Here is my outline for the 2/7/2026 podcast:
The attitudes of the Woman at the Well.
- First exchange: Jesus says: Give me to drink.
- Point: Initiate the conversation with a context-appropriate question. Very few people will outright ignore such a question.
- Woman: How is it that thou, being a Jew, askest drink of me, which am a woman of Samaria? For the Jews have no dealings with the Samaritans.
- Attitude: Haughty, angry, hateful, mean.
- Second Exchange: Jesus says: If thou knewest the gift of God, and who it is that saith to thee, Give me to drink; thou wouldest have asked of him, and he would have given thee living water.
- Point: Sidestepping her hatefulness, and offering something to address her real thrist, the basis of why she is there at noon in the first place.
- Woman: Sir, thou hast nothing to draw with, and the well is deep: from whence then hast thou that living water? Art thou greater than our father Jacob, which gave us the well, and drank thereof himself, and his children, and his cattle?
- Attitude: Disbelief, pride (our father Jacob), ‘you think you can do better?’
- Third exchange: Jesus says: Whosoever drinketh of this water shall thirst again: But whosoever drinketh of the water that I shall give him shall never thirst; but the water that I shall give him shall be in him a well of water springing up into everlasting life.
- Point: Ignoring the prideful jab, the Lord further presses his point, addressing the real thirst in this woman’s life.
- Woman: Sir, give me this water, that I thirst not, neither come hither to draw.
- Attitude: Possibly mocking, possibly genuine interest in not ever having to come back to the well in embarrassment.
- Fourth exchange: Jesus says: Go, call thy husband, and come hither.
- Point: The beginning of conviction for her sin.
- Woman: I have no husband.
- Attitude: Perhaps embarrassment, perhaps just despondence. Why did she have no husband? Jesus has pierced the veil to the core issue, her sin. This incomplete answer shows the flesh’s willingness to cover up rather than expose sin.
- Fifth exchange: Jesus says: Thou hast well said, I have no husband: For thou hast had five husbands; and he whom thou now hast is not thy husband: in that saidst thou truly.
- Point: Conviction driven home. As she would later say, ‘Come, see a man, which told me all things that ever I did: is not this the Christ?’
- Woman: Sir, I perceive that thou art a prophet. Our fathers worshipped in this mountain; and ye say, that in Jerusalem is the place where men ought to worship.
- Attitude: Ok, I have sin, but you Jews are worshiping in the wrong place according to my raising. Trying to deflect the power of conviction with details of where.
- Sixth exchange: Jesus says: Woman, believe me, the hour cometh, when ye shall neither in this mountain, nor yet at Jerusalem, worship the Father. Ye worship ye know not what: we know what we worship: for salvation is of the Jews. But the hour cometh, and now is, when the true worshippers shall worship the Father in spirit and in truth: for the Father seeketh such to worship him. God is a Spirit: and they that worship him must worship him in spirit and in truth.
- Point: The details of where are irrelevant; it’s the how you worship not the where.
- Woman: I know that Messias cometh, which is called Christ: when he is come, he will tell us all things.
- Attitude: Resignation to the knowledge of her sin.
- Seventh exchange: Jesus says: I that speak unto thee am he.
- Point: If you truly want salvation, I am he that can save. Here’s where the disciples re-enter the picture.
- The woman leaves her waterpot, saying nothing to Jesus, but going into the city, saying to the men of the city “Come, see a man, which told me all things that ever I did: is not this the Christ?”
- Attitude: Saved, and she knows it, and is ready to tell it.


Exercise aim:
When you reply, transcribe every line of the data below exactly.

Supplied entries:
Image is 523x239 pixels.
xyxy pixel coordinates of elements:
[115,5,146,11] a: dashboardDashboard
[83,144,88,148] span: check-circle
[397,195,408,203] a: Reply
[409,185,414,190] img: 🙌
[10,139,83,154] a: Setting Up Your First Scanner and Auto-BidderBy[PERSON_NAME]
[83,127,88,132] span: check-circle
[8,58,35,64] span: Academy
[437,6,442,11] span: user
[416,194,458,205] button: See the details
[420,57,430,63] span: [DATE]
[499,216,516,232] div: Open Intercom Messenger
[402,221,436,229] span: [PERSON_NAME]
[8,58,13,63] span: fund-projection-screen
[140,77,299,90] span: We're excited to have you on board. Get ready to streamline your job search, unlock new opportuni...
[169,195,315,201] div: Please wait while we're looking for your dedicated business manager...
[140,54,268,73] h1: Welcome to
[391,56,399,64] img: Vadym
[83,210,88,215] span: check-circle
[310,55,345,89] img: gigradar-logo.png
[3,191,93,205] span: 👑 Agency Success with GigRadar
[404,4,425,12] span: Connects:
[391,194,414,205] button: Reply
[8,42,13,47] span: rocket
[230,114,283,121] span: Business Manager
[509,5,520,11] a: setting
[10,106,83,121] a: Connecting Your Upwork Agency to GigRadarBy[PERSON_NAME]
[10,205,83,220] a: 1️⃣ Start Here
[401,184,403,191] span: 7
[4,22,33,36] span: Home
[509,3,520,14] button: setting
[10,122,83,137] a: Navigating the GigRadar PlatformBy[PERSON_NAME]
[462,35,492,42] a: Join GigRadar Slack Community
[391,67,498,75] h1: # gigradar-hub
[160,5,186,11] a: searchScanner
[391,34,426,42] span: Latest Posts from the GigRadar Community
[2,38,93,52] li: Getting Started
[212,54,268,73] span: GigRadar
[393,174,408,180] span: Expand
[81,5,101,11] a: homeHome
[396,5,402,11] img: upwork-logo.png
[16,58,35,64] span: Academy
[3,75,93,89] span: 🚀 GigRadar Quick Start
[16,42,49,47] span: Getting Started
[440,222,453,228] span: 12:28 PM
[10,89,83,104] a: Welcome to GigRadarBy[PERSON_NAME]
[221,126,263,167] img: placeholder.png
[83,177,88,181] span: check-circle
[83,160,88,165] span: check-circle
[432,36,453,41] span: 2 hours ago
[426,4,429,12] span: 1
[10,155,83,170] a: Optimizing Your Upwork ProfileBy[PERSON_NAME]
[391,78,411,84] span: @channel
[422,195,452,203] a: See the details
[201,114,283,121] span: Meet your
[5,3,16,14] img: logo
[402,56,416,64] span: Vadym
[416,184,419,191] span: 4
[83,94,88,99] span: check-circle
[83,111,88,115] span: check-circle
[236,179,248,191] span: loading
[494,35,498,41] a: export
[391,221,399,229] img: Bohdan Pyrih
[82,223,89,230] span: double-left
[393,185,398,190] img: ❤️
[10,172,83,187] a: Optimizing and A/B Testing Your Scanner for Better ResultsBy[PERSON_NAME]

Exercise output:
Image is 523x239 pixels.
xyxy pixel coordinates of elements:
[115,5,146,11] a: dashboardDashboard
[83,144,88,148] span: check-circle
[397,195,408,203] a: Reply
[409,185,414,190] img: 🙌
[10,139,83,154] a: Setting Up Your First Scanner and Auto-BidderBy[PERSON_NAME]
[83,127,88,132] span: check-circle
[8,58,35,64] span: Academy
[437,6,442,11] span: user
[416,194,458,205] button: See the details
[420,57,430,63] span: [DATE]
[499,216,516,232] div: Open Intercom Messenger
[402,221,436,229] span: [PERSON_NAME]
[8,58,13,63] span: fund-projection-screen
[140,77,299,90] span: We're excited to have you on board. Get ready to streamline your job search, unlock new opportuni...
[169,195,315,201] div: Please wait while we're looking for your dedicated business manager...
[140,54,268,73] h1: Welcome to
[391,56,399,64] img: Vadym
[83,210,88,215] span: check-circle
[310,55,345,89] img: gigradar-logo.png
[3,191,93,205] span: 👑 Agency Success with GigRadar
[404,4,425,12] span: Connects:
[391,194,414,205] button: Reply
[8,42,13,47] span: rocket
[230,114,283,121] span: Business Manager
[509,5,520,11] a: setting
[10,106,83,121] a: Connecting Your Upwork Agency to GigRadarBy[PERSON_NAME]
[10,205,83,220] a: 1️⃣ Start Here
[401,184,403,191] span: 7
[4,22,33,36] span: Home
[509,3,520,14] button: setting
[10,122,83,137] a: Navigating the GigRadar PlatformBy[PERSON_NAME]
[462,35,492,42] a: Join GigRadar Slack Community
[391,67,498,75] h1: # gigradar-hub
[160,5,186,11] a: searchScanner
[391,34,426,42] span: Latest Posts from the GigRadar Community
[2,38,93,52] li: Getting Started
[212,54,268,73] span: GigRadar
[393,174,408,180] span: Expand
[81,5,101,11] a: homeHome
[396,5,402,11] img: upwork-logo.png
[16,58,35,64] span: Academy
[3,75,93,89] span: 🚀 GigRadar Quick Start
[16,42,49,47] span: Getting Started
[440,222,453,228] span: 12:28 PM
[10,89,83,104] a: Welcome to GigRadarBy[PERSON_NAME]
[221,126,263,167] img: placeholder.png
[83,177,88,181] span: check-circle
[83,160,88,165] span: check-circle
[432,36,453,41] span: 2 hours ago
[426,4,429,12] span: 1
[10,155,83,170] a: Optimizing Your Upwork ProfileBy[PERSON_NAME]
[391,78,411,84] span: @channel
[422,195,452,203] a: See the details
[201,114,283,121] span: Meet your
[5,3,16,14] img: logo
[402,56,416,64] span: Vadym
[416,184,419,191] span: 4
[83,94,88,99] span: check-circle
[83,111,88,115] span: check-circle
[236,179,248,191] span: loading
[494,35,498,41] a: export
[391,221,399,229] img: Bohdan Pyrih
[82,223,89,230] span: double-left
[393,185,398,190] img: ❤️
[10,172,83,187] a: Optimizing and A/B Testing Your Scanner for Better ResultsBy[PERSON_NAME]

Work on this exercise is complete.